NASA's ACRIMSAT Observes Venus Transit
Observations of the total solar irradiance made with the ACRIM3 instrument on NASA's ACRIMSAT satellite on June 5 and 6, 2012, tracked the effect of the transit of Venus, which lasted about six hours.
Venus' angular diameter in transit is approximately one-thirtieth the diameter of the sun, so it covered approximately 0.1 percent of the sun's surface. The ACRIM 3 data measure changes in total solar irradiance over time with a sample certainty of approximately 0.007 percent. ACRIM3 observed a maximum decrease in total solar irradiance of approximately 1.4 watts per square meter, or approximately 0.1 percent, which closely corresponds to the apparent size of Venus compared to that of the sun as seen from Earth.
Analyses of the radiation from the edge of the sun as Venus transited shows features characteristic of Venus' atmosphere. This information can provide a model to look for the signature of planetary atmospheres when similar observations are obtained from the transits of planets in orbit around other stars (known as exoplanets).
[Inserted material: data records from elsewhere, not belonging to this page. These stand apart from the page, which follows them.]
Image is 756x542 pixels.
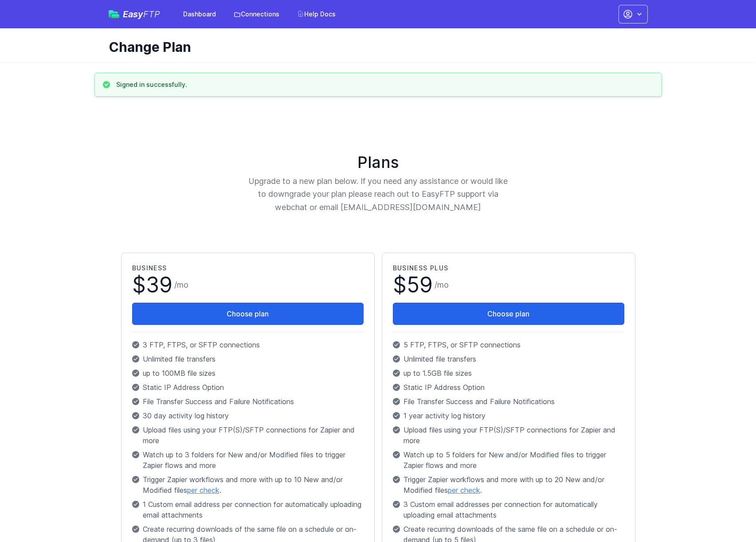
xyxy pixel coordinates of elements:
span: 39 [146,272,172,298]
p: up to 100MB file sizes [132,368,364,378]
p: File Transfer Success and Failure Notifications [393,396,624,407]
p: 1 Custom email address per connection for automatically uploading email attachments [132,499,364,521]
p: 3 Custom email addresses per connection for automatically uploading email attachments [393,499,624,521]
h2: Business [132,263,364,273]
p: 3 FTP, FTPS, or SFTP connections [132,339,364,350]
span: Trigger Zapier workflows and more with up to 10 New and/or Modified files . [143,474,364,496]
h2: Business Plus [393,263,624,273]
a: per check [448,486,481,495]
h1: Plans [117,154,639,171]
p: File Transfer Success and Failure Notifications [132,396,364,407]
span: FTP [144,9,160,19]
p: Static IP Address Option [132,382,364,393]
p: Upload files using your FTP(S)/SFTP connections for Zapier and more [132,425,364,446]
p: 30 day activity log history [132,410,364,421]
h3: Signed in successfully. [117,80,188,89]
p: Upload files using your FTP(S)/SFTP connections for Zapier and more [393,425,624,446]
a: Connections [228,6,285,22]
span: mo [177,280,188,290]
p: Unlimited file transfers [393,354,624,365]
p: Static IP Address Option [393,382,624,393]
span: $ [132,274,172,295]
a: Help Docs [292,6,341,22]
p: up to 1.5GB file sizes [393,368,624,378]
img: easyftp_logo.png [109,10,119,19]
a: EasyFTP [109,10,160,19]
p: Watch up to 3 folders for New and/or Modified files to trigger Zapier flows and more [132,450,364,471]
span: Easy [122,10,160,19]
a: per check [188,486,220,495]
span: 59 [407,272,433,298]
span: / [435,279,449,291]
p: Watch up to 5 folders for New and/or Modified files to trigger Zapier flows and more [393,450,624,471]
p: 5 FTP, FTPS, or SFTP connections [393,339,624,350]
a: Dashboard [178,6,221,22]
span: Trigger Zapier workflows and more with up to 20 New and/or Modified files . [404,474,624,496]
h1: Change Plan [109,39,641,55]
button: Choose plan [132,303,364,325]
button: Choose plan [393,303,624,325]
p: Unlimited file transfers [132,354,364,365]
p: Upgrade to a new plan below. If you need any assistance or would like to downgrade your plan plea... [248,175,509,214]
span: mo [438,280,449,290]
span: $ [393,274,433,295]
span: / [174,279,188,291]
p: 1 year activity log history [393,410,624,421]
The ACRIMSAT/ACRIM3 experiment has been monitoring variations in total solar irradiance for NASA since 2000 and made nearly full-time observations during the 2012 transit of Venus. The ACRIMSAT project manager, Sandy Kwan, of NASA's Jet Propulsion Laboratory, Pasadena, Calif., made a special effort to acquire ACRIM3 total solar irradiance data in near real time and provide them to the Principal Investigator of the ACRIM3 Science Team, Dr. Richard C. Willson, for prompt processing and production of total solar irradiance results.